In fact, Roundup herbicide weakens plants and promotes disease in a number of ways, including:
•Acting as a chelator of vital nutrients, depriving plants of the nutrients necessary for healthy plant function
•Destroying beneficial soil organisms that suppress disease-causing organisms and help plants absorb nutrients
•Interfering with photosynthesis, reducing water use efficiency, shortening root systems and causing plants to release sugars, which changes soil pH
•Stunting and weakening plant growth
•Promoting disease-causing organisms in soil, which then overtake the weakened crops
There are more than 40 diseases of crop plants that are reported to increase with the use of glyphosate
"This study was just routine," said Russian biologist Alexey V. Surov, in what could end up as the understatement of this century. Surov and his colleagues set out to discover if Monsanto's genetically modified (GM) soy, grown on 91% of US soybean fields, leads to problems in growth or reproduction. What he discovered may uproot a multi-billion dollar industry.
After feeding hamsters for two years over three generations, those on the GM diet, and especially the group on the maximum GM soy diet, showed devastating results. By the third generation, most GM soy-fed hamsters lost the ability to have babies. They also suffered slower growth, and a high mortality rate among the pups.
And if this isn't shocking enough, some in the third generation even had hair growing inside their mouths--a phenomenon rarely seen, but apparently more prevalent among hamsters eating GM soy.
Surov said “The low numbers in F2 [third generation] showed that many animals were sterile.”
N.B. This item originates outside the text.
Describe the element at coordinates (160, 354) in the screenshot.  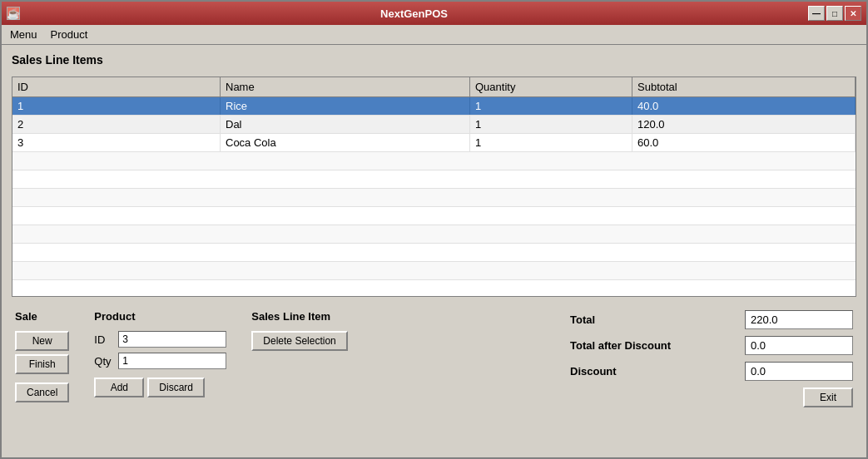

www.seedsofdeception.com...
Genetically Modified Corn Study Reveals
Health Damage and Cover-up
By Jeffrey M. Smith, author of Seeds of Deception
When a German court ordered Monsanto to make public a controversial 90-day rat study on June 20, 2005, the data upheld claims by prominent scientists who said that animals fed the genetically modified (GM) corn developed extensive health effects in the blood, kidneys and liver and that humans eating the corn might be at risk. The 1,139 page research paper on Monsanto’s “Mon 863” variety also revealed that European regulators accepted the company’s assurances that their corn is safe, in spite of the unscientific and contradictory rationale that was used to dismiss significant problems. In addition, the study is so full of flaws and omissions, critics say it wouldn’t qualify for publication in most journals and yet it is the primary document used to evaluate the health impacts.